The Mississippi Youth Media Project is seeking: 2026 YMP student journalists. This summer: Gun Violence

The Mississippi Youth Media Project is a six-week summer newsroom for high-school student journalists.

YMP is dedicated to narrative change, strengthening journalism and reducing disparities in Mississippi by teaching and modeling rigorous cause-solution reporting and truth-telling, especially about communities Mississippi media routinely under-serve. A major goal is to create an exclusive and well-trained pipeline of journalists from Mississippi both to join the state’s newsrooms and to take lessons from Mississippi into the larger journalism ecosphere and other workspaces. The students get on-the-job workforce and project-management training and are paid $16 an hour to work 30 hours a week during the project.

In summer 2026, YMP students will report on how gun violence affects public health and all Mississippians whether in urban, suburban or rural communities. They will interrogate the root causes of violence, focusing on how shootings, community exposure to violence, and limited access to trauma care and resources affect individuals and families. They will also investigate how other communities have responded to increased gun violence. 

Similarly, the student journalists unpacked education-equity realities in 2023, then solutions to inadequate elections coverage in 2024, and health inequities in 2025, all posted on their own student-named website: jxnpulse.com. In 2026, the students will brainstorm and report stories of their choosing about gun violence in Mississippi, ultimately creating a fun and informative digital flipbook of powerful journalism to be distributed widely through social media and other channels. (See their Reimagining Elections flipbook at jxnpulse.com.)

YMP students also will engage in critique about media coverage about young people and violence, probing the most effective ways to communicate the challenges to both communities and decision-makers without reporting on the issue in ways that harm young people. Like in 2024 and 2025, they will host and participate in solutions circles with both Mississippi Free Press staff and the general public to hear directly from the people about their needs and concerns. Teenagers in and near Jackson, Mississippi will engage in public and one-on-one interviews with community members, experts and public servants about this urgent issue.
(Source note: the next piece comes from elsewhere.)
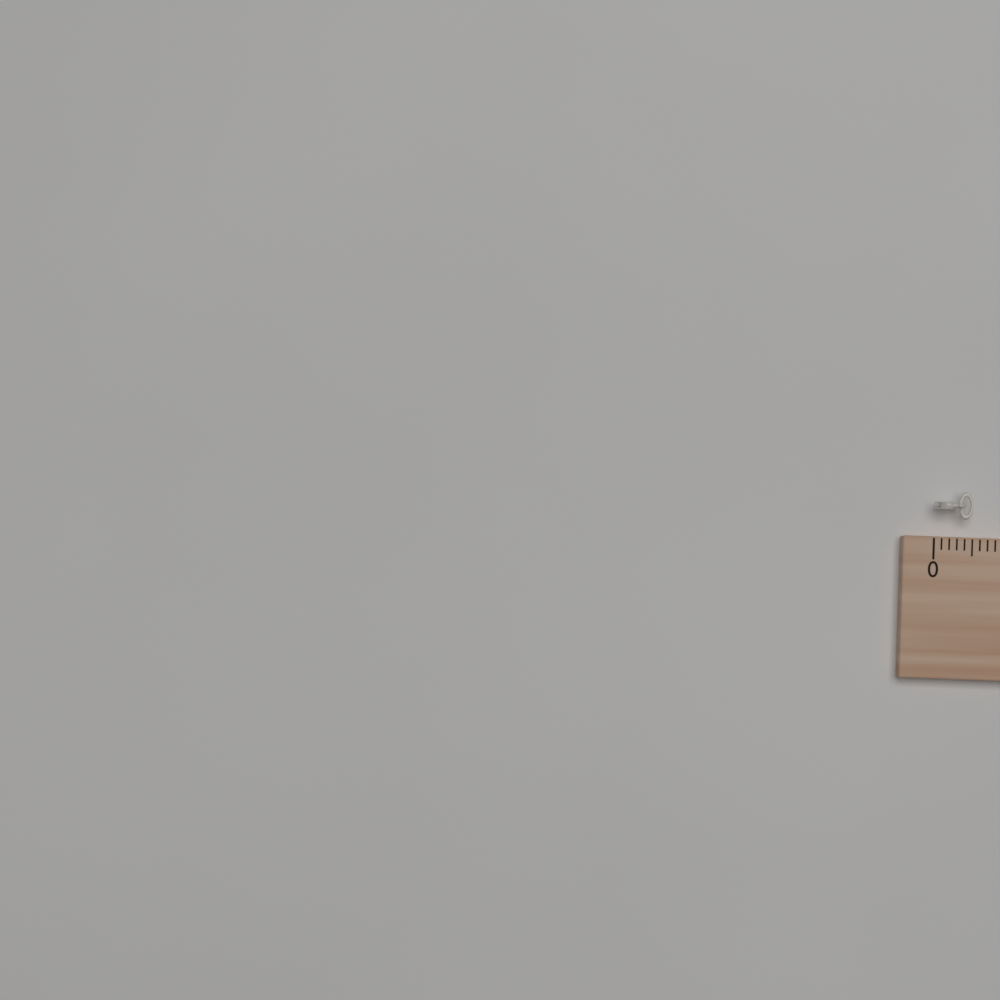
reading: 0.5 (no unit)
Working with an experienced journalism and teaching team including Donna Ladd and Torsheta Jackson, YMP students will produce written and video stories based on those interviews and create a unique Mississippi youth-violence guide they design working together with the MFP staff and other collaborators. Their work will be published at the YMP journalism site, jxnpulse.com, and cross-published at mississippifreepress.org

All invited participants are required to report to the Mississippi Free Press office in downtown Jackson on time on Monday-Friday from 9 a.m.-4 p.m. Participants receive a one-hour lunch break daily and are paid stipends for their work. WE DO NOT PROVIDE TRANSPORTATION TO AND FROM YMP AND CANNOT PROVIDE HOUSING FOR ANYONE WHO LIVES OUTSIDE THE JACKSON AREA.

All new YMP student journalists must be at least 15 years old by the program’s start date and age 17 and younger throughout the course of the program.

Please email YMP Program Manager Torsheta Jackson at Torsheta@mississippifreepress.org if you have questions.  

Applications Close May 15, 2026 at 11:59 PM.